Tuesday, December 20, 2016

Casper the Ghost Octopod

The main premise behind the article is the threat to benthic creatures (i.e. bottom-dwelling) from trawling operations by fishermen and other marauders with a similar lack of concern for environmental destruction.  Pertinent to Casper the Ghost Octopod is the presence of manganese nodules as it's easier to dredge the materials from the bottom than to mine for them.  Casper likes to hang about on such nodules so, without protection, he's screwed.  (Science Daily:  Newly discovered 'Casper' octopod at risk from deep-sea mining)

Here's the threat:

"Presumably, the female octopod then broods these eggs, probably for as long as it takes until they hatch -- which may be a number of years," says Autun Purser of the Alfred Wegener Institute's Helmholtz Centre for Polar and Marine Research in Germany.

"The brooding observation is important as these sponges only grow in some areas on small, hard nodules or rocky crusts of interest to mining companies because of the metal they contain," including manganese, he adds. "The removal of these nodules may therefore put the lifecycle of these octopods at risk."


- Science Daily


We all get it with the threat but, for the moment, we're interested in the strange.  Casper lives at about four thousand meters or two and a half miles below the surface.  It's extraordinary that a creature so seemingly delicate could ever survive there.


This photograph of a ghostlike octopod, observed at the Necker Ridge, is almost certainly an undescribed species and may not belong to any described genus.

Credit: Courtesy of NOAA Office of Ocean Exploration and Research, Hohonu Moana 2016


No need to flog the 'life will find a way' theme either since we would be crushed like bugs at such a depth.


The article contains a great deal about the threat but relatively little about the characteristics of Casper.  I looked about for more but only found other rags quoting the same Science Daily article I'm using as a reference.

One immediate question is what possible need could he have for that huge head.  He's probably not doing any advanced physics so why should he need such a brain case.


Herewith and not simply to flog the point of the environmental consideration but rather it shows how little physical information was presented:

"As long-lived creatures, recovery will take a long time and may not be possible if all the hard seafloor is removed," Purser says. "This would be a great loss to biodiversity in the deep sea and may also have important knock on effects. Octopods are sizable creatures, which eat a lot of other smaller creatures, so if the octopods are removed, the other populations will change in difficult to predict ways."

- Science Daily

I see sizable in the description but we have no scale and it's difficult to assess.


Here's another at longer range but there's not really any way to make an assessment; it's like looking at the surface of the Moon.

Of one thing we can be sure, the scientists will go back.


What the exercise asks: Repeat, exactly as written, the lines from the one with "Locate an element" to the final line of the listing, and keep every picture out.

═══ Provided data

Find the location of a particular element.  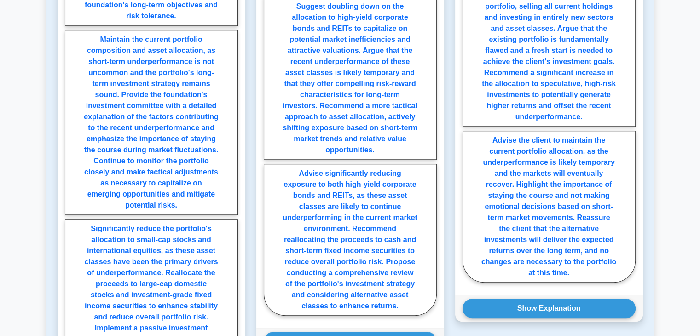

label: Advise the client to maintain the current portfolio allocation, as the underperformance is likely... is located at coordinates (549, 207).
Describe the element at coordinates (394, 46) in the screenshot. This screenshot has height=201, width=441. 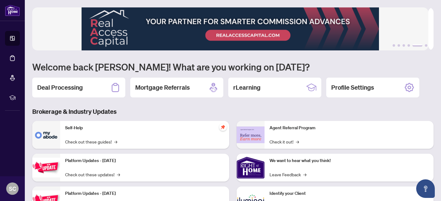
I see `button: 1` at that location.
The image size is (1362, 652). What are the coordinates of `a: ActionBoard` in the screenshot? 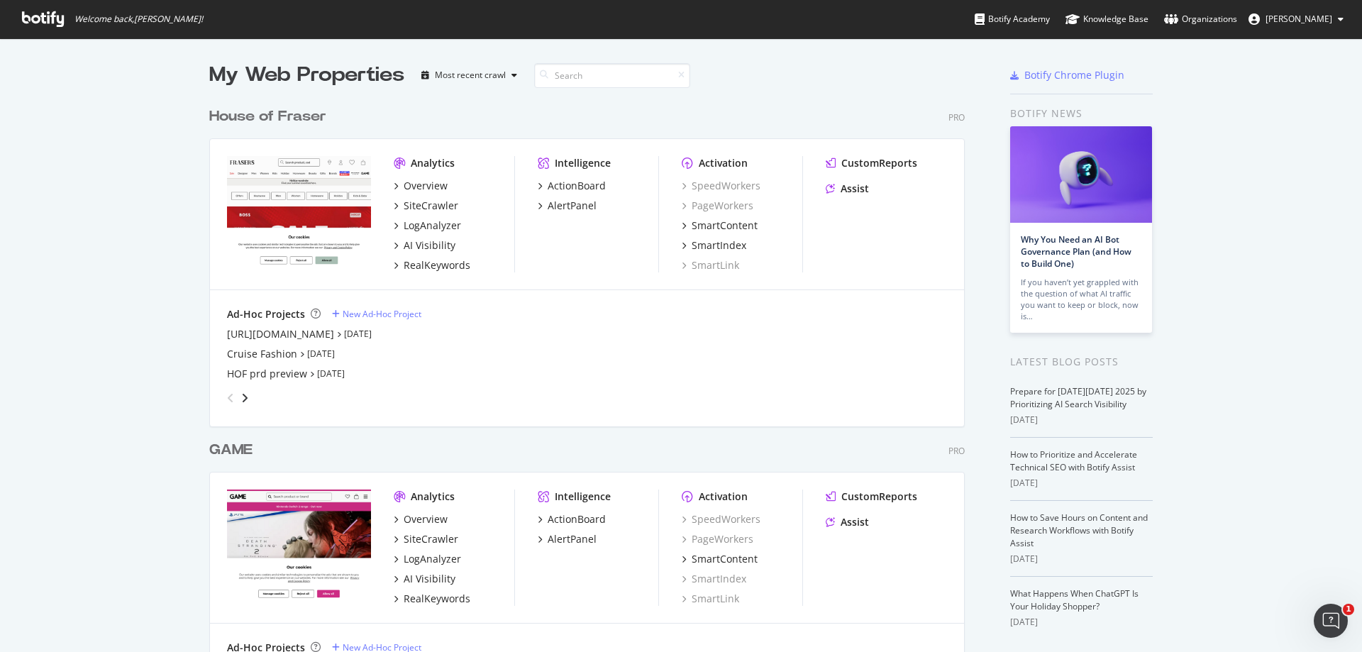 It's located at (572, 186).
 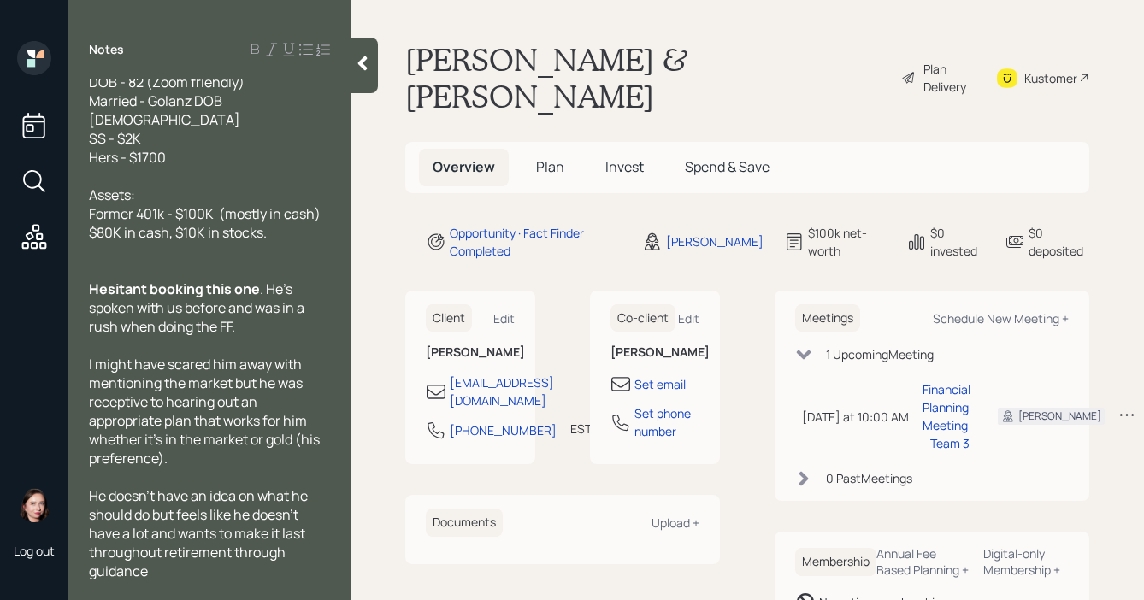 What do you see at coordinates (727, 167) in the screenshot?
I see `span: Spend & Save` at bounding box center [727, 167].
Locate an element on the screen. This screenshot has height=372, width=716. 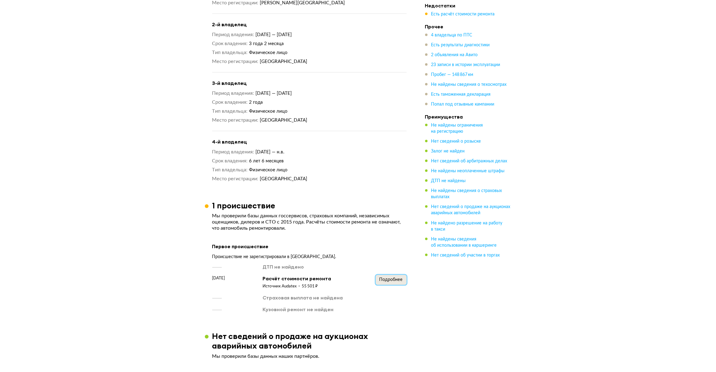
div: ДТП не найдено is located at coordinates (283, 266).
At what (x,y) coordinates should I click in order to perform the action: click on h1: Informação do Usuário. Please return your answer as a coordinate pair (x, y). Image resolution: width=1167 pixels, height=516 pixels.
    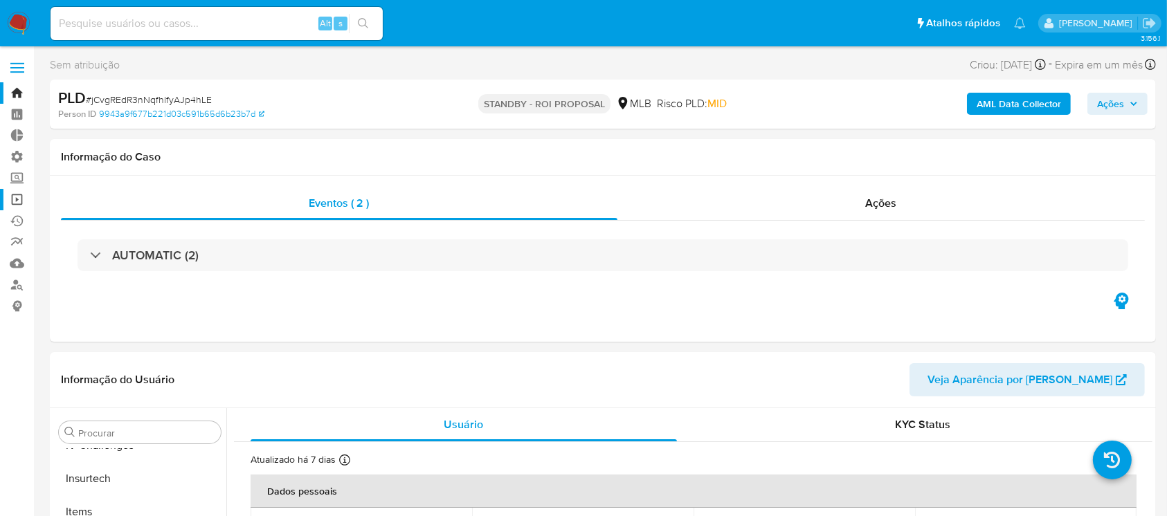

══════

Reply:
Locate an element on the screen. This screenshot has height=372, width=716. 
div: ДТП не найдено is located at coordinates (283, 266).
At what (x,y) coordinates should I click in order to perform the action: click on h1: Informação do Usuário. Please return your answer as a coordinate pair (x, y). Image resolution: width=1167 pixels, height=516 pixels.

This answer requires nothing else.